Symbiotic star R Aquarii “spits” matter

Scientists used the Hubble Space Telescope to create a video of how the star R Aquarii has been “spitting” jets of matter for years. It is a symbiotic star system consisting of a white dwarf and a red giant.

R Aquarii. Source: esahubble.org

Symbiotic star system R Aquarii

The Hubble Space Telescope has given scientists a detailed look at the R Aquarii star system, getting an amazing close-up shot of it and even creating a frame-by-frame video that shows how it has been ejecting jets of matter into space at high speed for several years, forming a nebula around it.

R Aquarii behaves quite strangely. With a period of 390 days, it increases its brightness about 750 times. At the same time, its luminosity becomes 5,000 times greater than the Sun’s. Edwin Hubble himself tried to solve its mystery.

We now know that R Aquarii is a so-called symbiotic system, of which we already know quite a bit. It is a stellar pair consisting of an inflated red giant and a white dwarf, with a constant jet of matter from the former to the latter. 

Symbiotic binary systems differ from other binary systems by having the red giant itself as a pulsating variable star. At the same time, the white dwarf is in a highly eccentric orbit, so every time it approaches a larger luminosity, it pulls some matter onto itself, fueling the accretion disk.

Detailed look at the symbiotic system

What exactly happens during an explosion in a symbiotic star system, scientists still don’t have a clear idea. Therefore, they were very interested in R Aquarii. After all, at a distance of 700 light years from the Sun, it is the closest object of this type to us.

In addition, there is a small nebula known as Cederblad 211 around R Aquarii. It is thought to have formed as a result of previous explosions. And astronomers have a special interest in it, because during explosions in space, a large amount of not only hydrogen and helium, but also oxygen and carbon are ejected, that is, they are a potential source of those elements that make up living organisms on Earth.

The mechanism of the R Aquarii explosion occurs when the white dwarf begins to intensively accumulate material from the red giant in its accretion disk as it approaches it. Eventually, it falls on top of it, and an explosion occurs.

How explosions happen

The system ejects jets of matter into space, which eventually begin to twist, forming spirals. The Hubble Space Telescope captured them in its amazing image. The scale of the event is incredible even by cosmic standards. After all, R Aquarii “spits” matter at 400 billion kilometers. And this is 2,500 times more than the distance from the Earth to the Sun.

The most interesting thing is that scientists have tracked this process over time. Hubble took images of R Aquarii from 2014 to 2023. The five images show the rapid and dramatic evolution of the binary star and its nebula.

The system dims and brightens, as seen in the size of the red diffraction peaks around it, due to the strong pulsations of the red giant star. The nebula is depicted in predominantly green colors, but the bluer parts of it are in and out of view: this is because they are illuminated when a beacon-like beam of light from a binary rotating star passes over them.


### What to do
How many of the lines below hold the string "sectored"? Say only the number.

╔══

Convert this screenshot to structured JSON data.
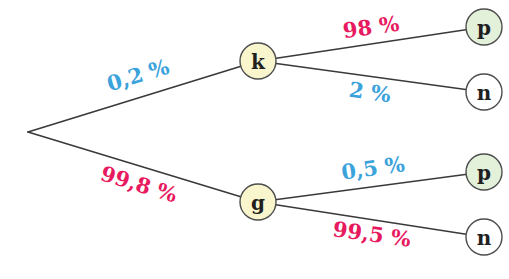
{
  "diagram": {
    "type": "probability-tree",
    "colors": {
      "blue": "#3ba3dc",
      "red": "#e81a5f",
      "edge": "#3a3a3a",
      "node_stroke": "#4d4d4d",
      "yellow_fill": "#f9f6cd",
      "green_fill": "#e4f1da",
      "white_fill": "#ffffff",
      "node_text": "#1f1f1f"
    },
    "nodes": [
      {
        "id": "k",
        "label": "k",
        "fill": "yellow"
      },
      {
        "id": "g",
        "label": "g",
        "fill": "yellow"
      },
      {
        "id": "p-upper",
        "label": "p",
        "fill": "green"
      },
      {
        "id": "n-upper",
        "label": "n",
        "fill": "white"
      },
      {
        "id": "p-lower",
        "label": "p",
        "fill": "green"
      },
      {
        "id": "n-lower",
        "label": "n",
        "fill": "white"
      }
    ],
    "edges": [
      {
        "from": "root",
        "to": "k",
        "label": "0,2 %",
        "color": "blue"
      },
      {
        "from": "root",
        "to": "g",
        "label": "99,8 %",
        "color": "red"
      },
      {
        "from": "k",
        "to": "p-upper",
        "label": "98 %",
        "color": "red"
      },
      {
        "from": "k",
        "to": "n-upper",
        "label": "2 %",
        "color": "blue"
      },
      {
        "from": "g",
        "to": "p-lower",
        "label": "0,5 %",
        "color": "blue"
      },
      {
        "from": "g",
        "to": "n-lower",
        "label": "99,5 %",
        "color": "red"
      }
    ]
  }
}
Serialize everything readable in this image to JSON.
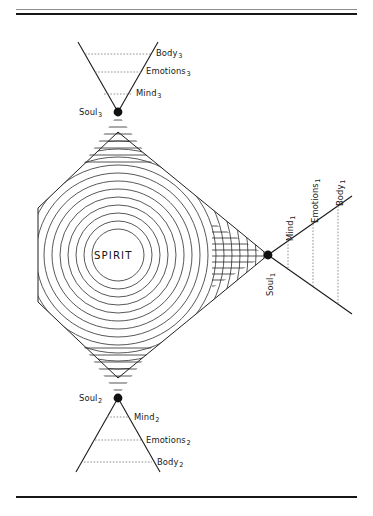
{
  "figure": {
    "center_label": "SPIRIT",
    "rules": {
      "top_thin": "thin-rule",
      "top_thick": "thick-rule",
      "bottom_thick": "thick-rule"
    },
    "caption": ""
  },
  "cones": {
    "top": {
      "id": "cone-3",
      "orientation": "up",
      "node_label": "Soul",
      "node_sub": "3",
      "levels": [
        {
          "label": "Body",
          "sub": "3"
        },
        {
          "label": "Emotions",
          "sub": "3"
        },
        {
          "label": "Mind",
          "sub": "3"
        }
      ]
    },
    "bottom": {
      "id": "cone-2",
      "orientation": "down",
      "node_label": "Soul",
      "node_sub": "2",
      "levels": [
        {
          "label": "Mind",
          "sub": "2"
        },
        {
          "label": "Emotions",
          "sub": "2"
        },
        {
          "label": "Body",
          "sub": "2"
        }
      ]
    },
    "right": {
      "id": "cone-1",
      "orientation": "right",
      "node_label": "Soul",
      "node_sub": "1",
      "levels": [
        {
          "label": "Mind",
          "sub": "1"
        },
        {
          "label": "Emotions",
          "sub": "1"
        },
        {
          "label": "Body",
          "sub": "1"
        }
      ]
    }
  },
  "colors": {
    "stroke": "#1a1a1a",
    "ring": "#3a3a3a",
    "dash": "#707070",
    "rule_thin": "#8d8d8d",
    "rule_thick": "#161616",
    "background": "#ffffff"
  },
  "geometry": {
    "spirit_center_x": 118,
    "spirit_center_y": 255,
    "ring_count": 14,
    "node_soul3": {
      "x": 118,
      "y": 112
    },
    "node_soul2": {
      "x": 118,
      "y": 398
    },
    "node_soul1": {
      "x": 268,
      "y": 255
    }
  }
}
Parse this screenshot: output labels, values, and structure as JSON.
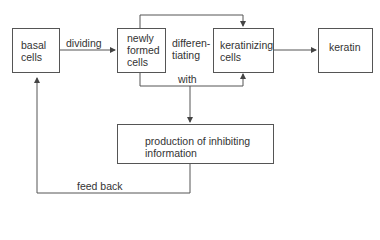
{
  "nodes": {
    "basal": {
      "label": "basal\ncells"
    },
    "newly": {
      "label": "newly\nformed\ncells"
    },
    "keratinizing": {
      "label": "keratinizing\ncells"
    },
    "keratin": {
      "label": "keratin"
    },
    "production": {
      "label": "production of inhibiting\ninformation"
    }
  },
  "edges": {
    "dividing": "dividing",
    "differentiating": "differen-\ntiating",
    "with": "with",
    "feedback": "feed back"
  }
}
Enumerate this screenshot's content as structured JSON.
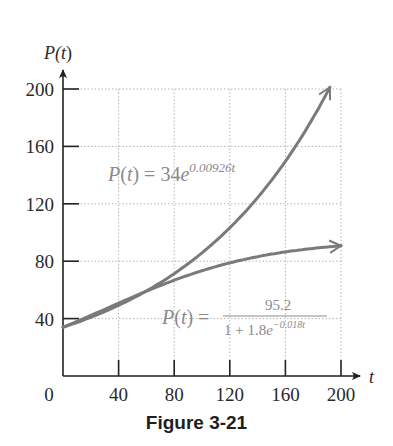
{
  "chart_data": {
    "type": "line",
    "title": "",
    "caption": "Figure 3-21",
    "xlabel": "t",
    "ylabel": "P(t)",
    "xlim": [
      0,
      200
    ],
    "ylim": [
      0,
      200
    ],
    "x_ticks": [
      0,
      40,
      80,
      120,
      160,
      200
    ],
    "y_ticks": [
      40,
      80,
      120,
      160,
      200
    ],
    "x_tick_labels": [
      "0",
      "40",
      "80",
      "120",
      "160",
      "200"
    ],
    "y_tick_labels": [
      "40",
      "80",
      "120",
      "160",
      "200"
    ],
    "grid": true,
    "legend": "none (inline equation labels)",
    "series": [
      {
        "name": "Exponential model",
        "label": "P(t) = 34e^{0.00926t}",
        "formula": {
          "a": 34,
          "k": 0.00926
        },
        "x": [
          0,
          40,
          80,
          120,
          160,
          192
        ],
        "values": [
          34.0,
          49.2,
          71.3,
          103.3,
          149.6,
          201.2
        ],
        "end_arrow": true
      },
      {
        "name": "Logistic model",
        "label": "P(t) = 95.2 / (1 + 1.8e^{-0.018t})",
        "formula": {
          "c": 95.2,
          "a": 1.8,
          "b": 0.018
        },
        "x": [
          0,
          40,
          80,
          120,
          160,
          200
        ],
        "values": [
          34.0,
          50.7,
          66.7,
          78.8,
          86.5,
          90.7
        ],
        "end_arrow": true
      }
    ],
    "colors": {
      "curves": "#7a7a7a",
      "axes": "#222222",
      "grid": "#b5b5b5",
      "equation_text": "#8a8a8a"
    }
  },
  "labels": {
    "y_axis": {
      "main": "P(",
      "var": "t",
      "close": ")"
    },
    "x_axis": "t",
    "exp_eq": {
      "lhs": "P(t) = 34",
      "base": "e",
      "exponent": "0.00926t"
    },
    "log_eq": {
      "lhs": "P(t) =",
      "numerator": "95.2",
      "denominator": "1 + 1.8",
      "base": "e",
      "exponent": "−0.018t"
    },
    "caption": "Figure 3-21"
  }
}
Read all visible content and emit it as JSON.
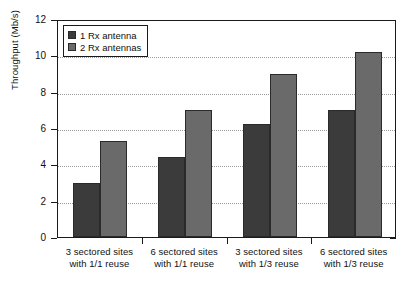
{
  "chart_data": {
    "type": "bar",
    "title": "",
    "xlabel": "",
    "ylabel": "Throughput (Mb/s)",
    "ylim": [
      0,
      12
    ],
    "ytick_labels": [
      "0",
      "2",
      "4",
      "6",
      "8",
      "10",
      "12"
    ],
    "ytick_values": [
      0,
      2,
      4,
      6,
      8,
      10,
      12
    ],
    "grid": true,
    "grid_axis": "y",
    "legend_position": "top-left",
    "categories": [
      "3 sectored sites with 1/1 reuse",
      "6 sectored sites with 1/1 reuse",
      "3 sectored sites with 1/3 reuse",
      "6 sectored sites with 1/3 reuse"
    ],
    "category_lines": [
      [
        "3 sectored sites",
        "with 1/1 reuse"
      ],
      [
        "6 sectored sites",
        "with 1/1 reuse"
      ],
      [
        "3 sectored sites",
        "with 1/3 reuse"
      ],
      [
        "6 sectored sites",
        "with 1/3 reuse"
      ]
    ],
    "series": [
      {
        "name": "1 Rx antenna",
        "color": "#3b3b3b",
        "values": [
          3.0,
          4.4,
          6.2,
          7.0
        ]
      },
      {
        "name": "2 Rx antennas",
        "color": "#6a6a6a",
        "values": [
          5.3,
          7.0,
          9.0,
          10.2
        ]
      }
    ]
  }
}
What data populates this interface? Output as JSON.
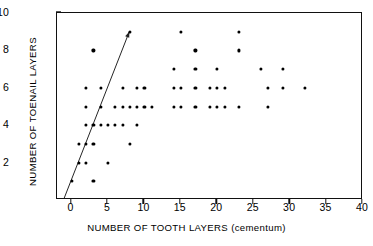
{
  "chart_data": {
    "type": "scatter",
    "title": "",
    "xlabel": "NUMBER OF TOOTH LAYERS (cementum)",
    "ylabel": "NUMBER OF TOENAIL LAYERS",
    "xlim": [
      -2,
      40
    ],
    "ylim": [
      0,
      10
    ],
    "xticks": [
      0,
      5,
      10,
      15,
      20,
      25,
      30,
      35,
      40
    ],
    "xticklabels": [
      "0",
      "5",
      "10",
      "15",
      "20",
      "25",
      "30",
      "35",
      "40"
    ],
    "yticks": [
      2,
      4,
      6,
      8,
      10
    ],
    "yticklabels": [
      "2",
      "4",
      "6",
      "8",
      "10"
    ],
    "yminorticks": [
      1,
      3,
      5,
      7,
      9
    ],
    "grid": false,
    "legend": null,
    "marker": "filled-circle",
    "marker_color": "#000000",
    "points": [
      [
        8,
        9
      ],
      [
        15,
        9
      ],
      [
        23,
        9
      ],
      [
        3,
        8
      ],
      [
        17,
        8
      ],
      [
        23,
        8
      ],
      [
        14,
        7
      ],
      [
        17,
        7
      ],
      [
        20,
        7
      ],
      [
        26,
        7
      ],
      [
        29,
        7
      ],
      [
        2,
        6
      ],
      [
        4,
        6
      ],
      [
        7,
        6
      ],
      [
        9,
        6
      ],
      [
        10,
        6
      ],
      [
        14,
        6
      ],
      [
        15,
        6
      ],
      [
        17,
        6
      ],
      [
        19,
        6
      ],
      [
        20,
        6
      ],
      [
        21,
        6
      ],
      [
        27,
        6
      ],
      [
        29,
        6
      ],
      [
        32,
        6
      ],
      [
        2,
        5
      ],
      [
        4,
        5
      ],
      [
        6,
        5
      ],
      [
        7,
        5
      ],
      [
        8,
        5
      ],
      [
        9,
        5
      ],
      [
        10,
        5
      ],
      [
        11,
        5
      ],
      [
        14,
        5
      ],
      [
        15,
        5
      ],
      [
        17,
        5
      ],
      [
        19,
        5
      ],
      [
        20,
        5
      ],
      [
        21,
        5
      ],
      [
        23,
        5
      ],
      [
        27,
        5
      ],
      [
        2,
        4
      ],
      [
        3,
        4
      ],
      [
        4,
        4
      ],
      [
        5,
        4
      ],
      [
        6,
        4
      ],
      [
        7,
        4
      ],
      [
        9,
        4
      ],
      [
        1,
        3
      ],
      [
        2,
        3
      ],
      [
        3,
        3
      ],
      [
        8,
        3
      ],
      [
        1,
        2
      ],
      [
        2,
        2
      ],
      [
        5,
        2
      ],
      [
        0,
        1
      ],
      [
        3,
        1
      ]
    ],
    "trendline": {
      "type": "line",
      "x": [
        -1,
        8
      ],
      "y": [
        0,
        9
      ],
      "color": "#222222"
    }
  },
  "axes": {
    "frame_color": "#111111"
  }
}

╚══

### Expected answer
8